Tang joined the Memorial University of Newfoundland, St. John’s, Canada, in 1995 as an assistant professor of medicine and basic medical sciences and became an associate professor of medicine and basic medical sciences and director of medical oncology and cancer research there in 1999. In 2002 he became an associate professor of medicine in the Division of Hematology/Oncology at the University of Miami and director of solid tumor oncology and associate cancer center director of translational research at the Sylvester Comprehensive Cancer Center. In 2016, he became professor of medicine and director of breast cancer at Mayo Clinics, Scottsdale, and in 2017, he became professor and chief of hematology/oncology, Denver Health Medical Center, at the University of Colorado at Denver. In 2010 Tang was named the Martha Bacon Stimpson Endowed Chair in Medical Oncology at the Virginia Piper Cancer Institute, clinical professor at the University of Minnesota, Minneapolis, and in 2013, professor of medicine and leader of the breast cancer program at Augusta University.
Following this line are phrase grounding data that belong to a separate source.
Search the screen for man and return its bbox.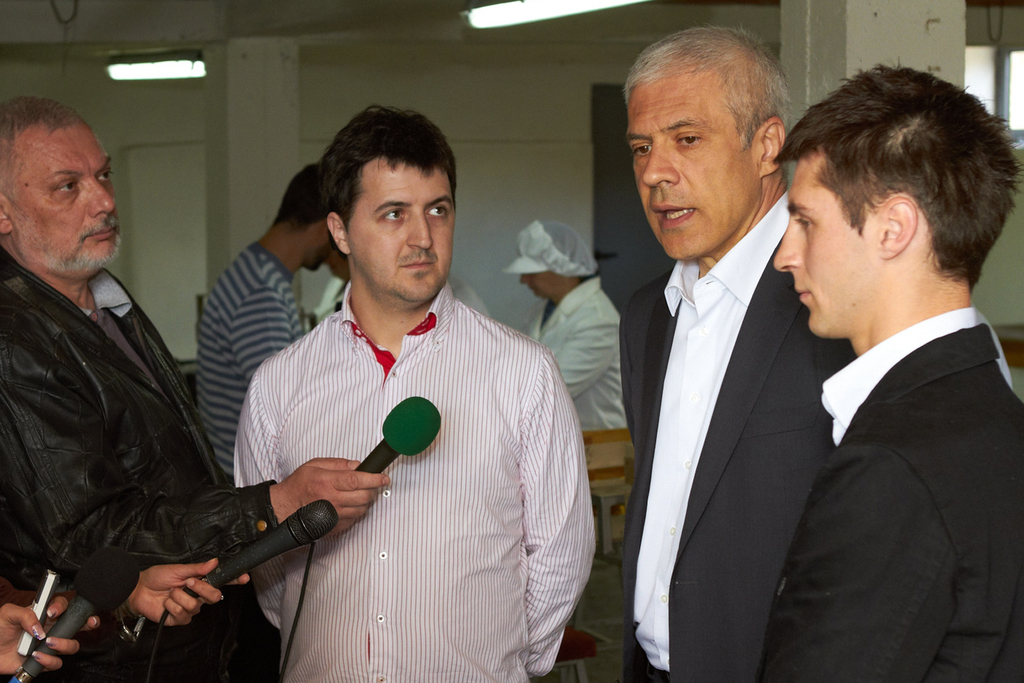
Found: pyautogui.locateOnScreen(0, 89, 388, 682).
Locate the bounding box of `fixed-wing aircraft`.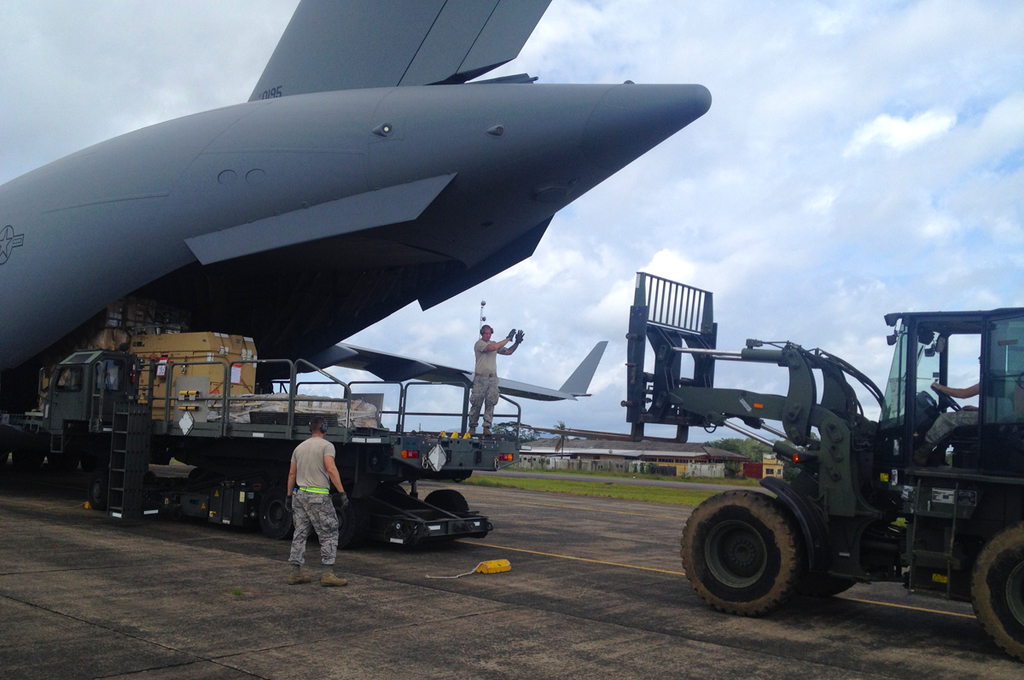
Bounding box: locate(0, 0, 719, 477).
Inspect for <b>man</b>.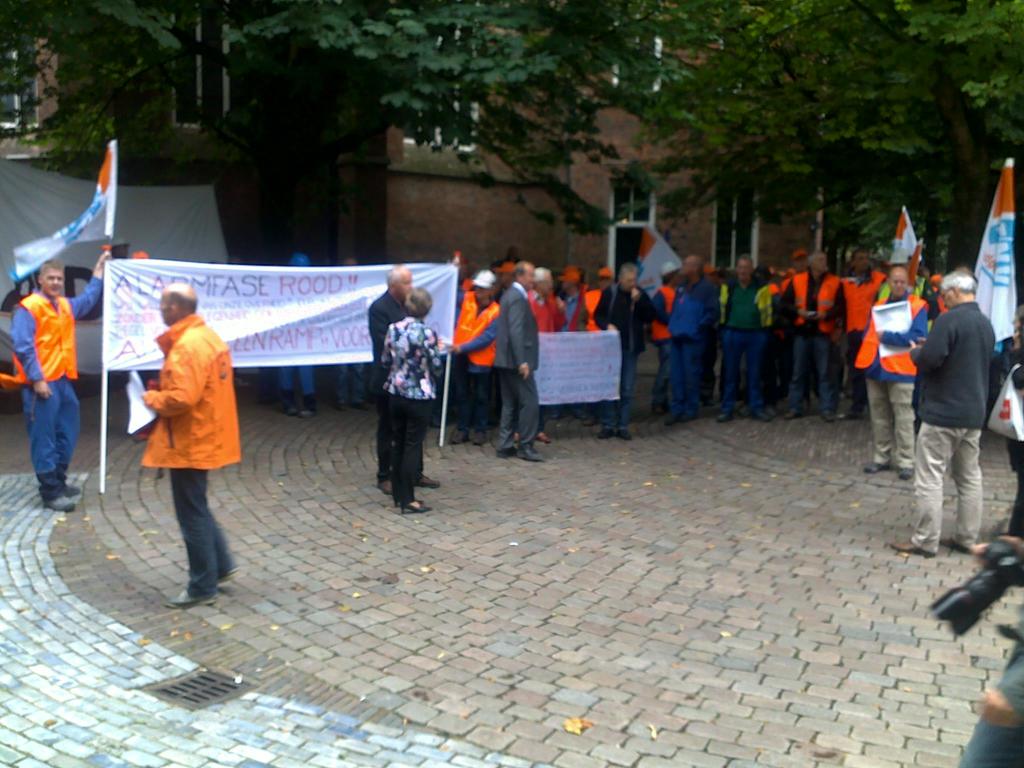
Inspection: l=716, t=255, r=774, b=424.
An active member of the American Society of Clinical Oncology, the American College of Physicians and the Chinese-American Hematology/Oncology Network, among many other professional societies, Tang has given more than 120 local, national and international presentations and more than 240 invited lectures. Associate editor of the International Journal of Cancer and Clinical Research, Tang serves on the editorial boards of four leading oncology journals and has authored or coauthored more than 110 articles in peer-reviewed professional publications, two book chapters and 35 oral abstracts and poster presentations.

Tang was accredited for the independent cloning of BAG-1 and discovered its prognostic value in breast cancer. BAG-1 is now part of the widely used Oncotype DX test. Tang has served on ECOG, SWOG and U.S. oncology committees. He was the founding chair of the Atlantic Canada Oncology Group and scientific director of the Breast Cancer International Research Group. He has chaired seven clinical trials and has been principal investigator for more than 60 research projects, He has 11 active research grants.

Aubrey Duane Williamson, M.D.

Williamson
Williamson

Dr. Aubrey Duane Williamson, a staff physician at Hudspeth Regional Center, Whitfield, has joined the Medical Center faculty as an assistant professor of anesthesiology.

After graduating from the University of Mississippi in 1977, Williamson had postgraduate training in the University of Mississippi School of Pharmacy from 1978-80 and earned his M.D. in 1984 at UMMC, where he had an internal medicine internship from 1984-85 and an anesthesiology residency from 1985-88.

He served as an anesthesiologist at Central Mississippi Medical Center from 1988-93. In 1993, he cofounded Surgical Anesthesia Associates, P.A., where he served as an anesthesiologist for 22 years. He served as an anesthesiologist at Central Mississippi Medical Center/Northstar Anesthesia from 2015-16. He joined Hudspeth Regional Center in 2016.

Williamson is an active member of the American Society of Anesthesiology, the Mississippi Society of Anesthesiology and the Mississippi State Medical Association.